Which traits seem to provide the most useful information about personality variation?

A

The big five personality factors

  1. Conscientiousness
  2. agreeableness
  3. neuroticism
  4. openness
  5. extraversion

(CANOE)

These factors are quite stable, found in all cultures.

Gener har effekter på våra traits, ca 40% för varje dimension.

17
Q

Does reasearch support the consistency of personality traits over time and across situations?

A

Traits are predictable

but

cannot predict bahviour in any one situation

18
Q

How do social-cognitive theorists view personality, and how do they explore behaviour?

A

Albert Bandura

interaction betwen traits and situation

They apply principles of learning, cognition, and social behaviour to personality =Reciprocal Determinism

19
Q

Kritik av Social-cognitive theorists

A

Well established concepts of learning and cognition.

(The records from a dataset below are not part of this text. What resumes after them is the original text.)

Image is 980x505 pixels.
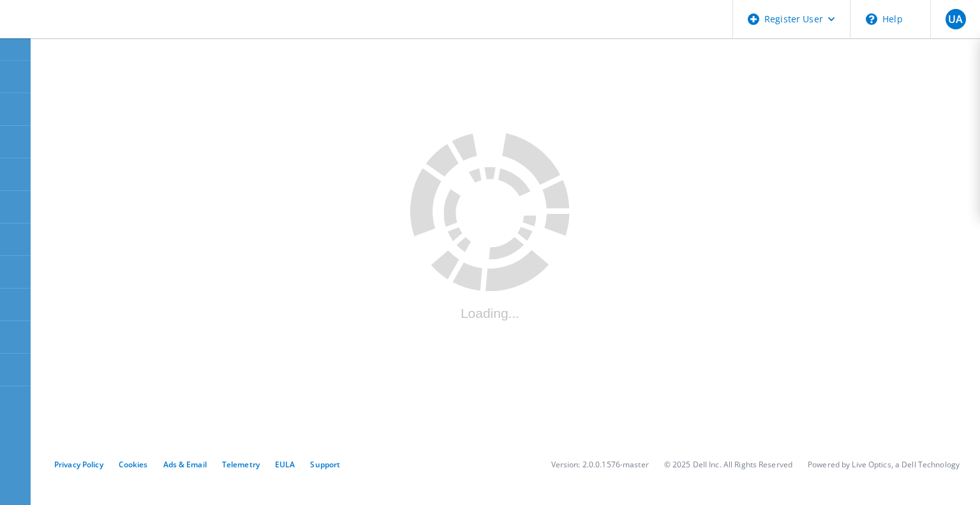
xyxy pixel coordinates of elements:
a: Telemetry [222,459,260,469]
a: Ads & Email [163,459,207,469]
li: Version: 2.0.0.1576-master [551,459,649,469]
div: Loading... [411,305,570,321]
a: EULA [275,459,295,469]
li: Powered by Live Optics, a Dell Technology [808,459,960,469]
li: © 2025 Dell Inc. All Rights Reserved [665,459,793,469]
a: Cookies [118,459,148,469]
a: Privacy Policy [54,459,103,469]
a: Live Optics Dashboard [12,25,150,36]
a: Support [310,459,340,469]
span: UA [948,14,963,24]
svg: \n [866,13,878,25]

Kan svara i teorin på vilka sätt en situation påverkar individen.

Dom har kritiserats för att ha underminerat vikten av: unconscious motives,

emotions

biologically influenced traits.

20
Q

Why has psychology generated so much research in the self? How important is self-esteem to our well-being?

A

The self = center of our personality, organizing our thoughts, feelings and action.

Considering possible selves helps us motivate us toward positive development.

Spotlight effect - too much focus on self

High self-esteem correlates with less pressure to conform (anpassa sig), with persistence (uthållighet) at difficult tasks and with happiness.

The direction of correlation is unclear.

21
Q

How do excessive optimism, blindness to one’s own incompetence, and self-serving bias reveal the costs of self-esteem,

and how do defensive and secure self-esteem differ?

A

Excessive optimism - complacency (självbelåtenhet) and prevent us from seeing real risks

Blindness - to one’s own incompetency, repeat same mistakes

Self-serving bias - percieve ourselves favourable, better than average, credit for success not blame for failures.

Defensive self-esteem - fragile, focuses on sustaining itself and viewing failure or criticism as athreat.